We granted certiorari to review the overruling of exceptions to jurisdiction by Har-rah’s (a Nevada hotel corporation) and two of its Nevada employees, Ahern and Mor*270gan. We now affirm as to Harrah’s and reverse as to Ahern and Morgan.
Plaintiffs were solicited in Louisiana by Louisiana resident Zuppardo, a “junket representative” of Harrah’s “sister [Nevada] corporation” Harrah’s Club, to go on a gambling junket to Harrah’s, with free room at Harrah’s and free transportation from New Orleans to Nevada in Harrah’s private airplane. Plaintiffs allege that the Louisiana junket representative told them that problems relative to an existing $12,-000 debt of plaintiffs to Club were over, and plaintiffs therefore accepted the invitation to Harrah’s and transportation by Har-rah’s and on arrival placed their cash in a safety box in Harrah’s; that Harrah’s (and its employee Ahern) then refused them access to their cash unless they gave $2,000 of it to “defendants” plus a $10,000 “marker.” (Morgan’s connection with plaintiffs claim is not alleged.)
Nowhere in petition or affidavits submitted on the hearing of the exception are Harrah’s individual Nevada employees Ahern and Morgan alleged to have any connection with Louisiana (or any executive responsibility for the alleged design to deceive plaintiffs in Louisiana into going to Harrah’s). No basis is shown upon which they could be subject to Louisiana’s jurisdiction.
The position of Harrah’s itself is not as clear. Harrah’s argues that it is doubly isolated from the Louisiana junket representative’s action, in that first the junket representative is an “independent contractor” for Harrah’s Club, and second Har-rah’s Club is a separate corporation from Harrah’s.
The “independent contractor” defense cannot save from either liability or jurisdiction one who arranges to have an “independent contractor” damage another, or to entice him or her to another location where one intends to do the real damage oneself. One cannot hire an assassin and escape liability' with an independent contractor defense. One cannot employ an independent contractor to do piledriving that one knows will damage a neighbor’s building and escape liability on such a defense; D’Albora v. Tulane University, 274 So.2d 825 (La.App. 4 Cir.1973), writ refused 278 So.2d 504 and 505. To suggest that a Nevada corporate entity that solicits Louisiana residents in Louisiana to accept free hotel rooms in Nevada and free transportation to Nevada, in order to induce them to go to Nevada to gamble, is not transacting business or otherwise acting in Louisiana because it solicits through an “independent contractor” is to ignore reality. La.R.S. 13:3201 does not ignore reality. It asserts jurisdiction to decide claims arising out of nonresidents’ acting “directly or by an agent” in specified ways. The only question is whether indeed the nonresident has acted in one of those specified ways; that the nonresident did so through an “independent contractor” does not defeat jurisdiction if otherwise asserted by the statute; see Boykin v. Lindenkranar, 252 So.2d 467 (La.App. 4 Cir.1971), writ refused 260 La. 15, 254 So.2d 618.

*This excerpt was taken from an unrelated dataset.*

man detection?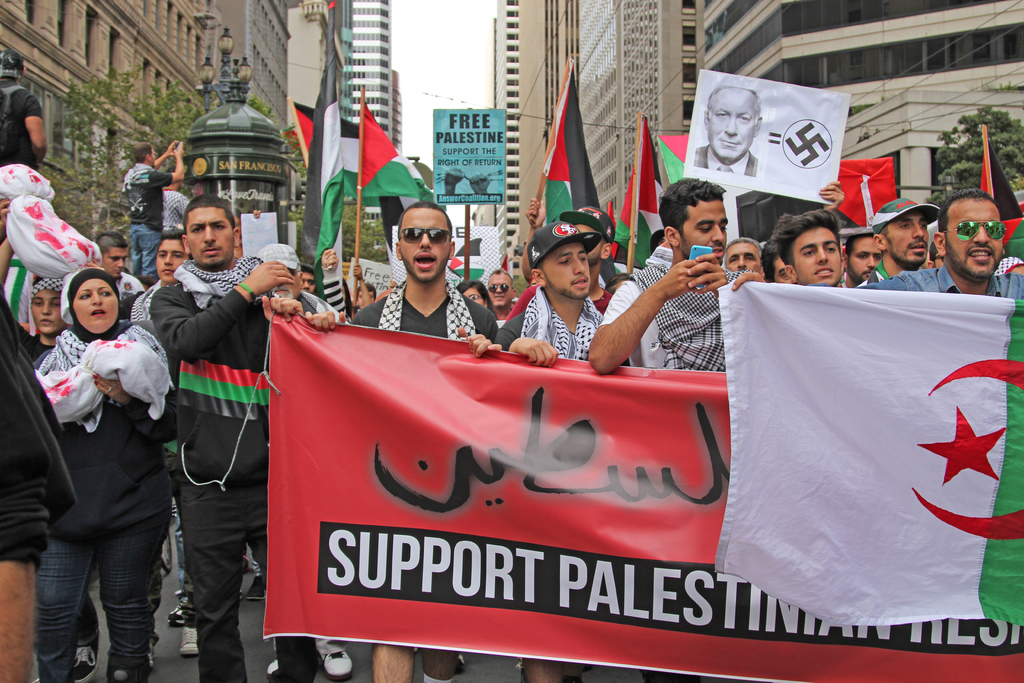
[left=147, top=193, right=324, bottom=682]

Nor, for similar reasons, would jurisdiction in Louisiana be defeated because of corporate separateness in a joint venture between two corporations — especially two ostensibly one, as may be a hotel and the gambling club inside the hotel — to solicit Louisiana residents in Louisiana with the alleged intent previously described.
We conclude that, by having the business solicitor that Club maintains in Louisiana invite plaintiffs to go in Harrah’s plane to Harrah’s in Nevada with the alleged representation that pre-existing debt problems were “over” (impliedly representing in Louisiana that their stay in Nevada would be free of incident related to the pre-existing debt), while allegedly planning a “self-help lien” for that debt on cash plaintiffs might be expected to bring and place in Harrah’s safety box, Harrah’s either transacted business or committed a quasi offense through an act in Louisiana within R.S. 13:3201 (a) or (c).1 We also *271conclude that plaintiff's claim would arise out of that alleged transaction of business or that tort in Louisiana.
The broad purpose of Louisiana R.S. 13:3201 is to assert constitutionally permissible jurisdiction. Our ultimate conclusion is that its subds. (a) and (c) are broad enough to overcome the exception to the jurisdiction as to Harrah’s under the circumstances alleged in the petition and affidavits.
Affirmed as to Harrah’s; reversed as to Ahern and Morgan.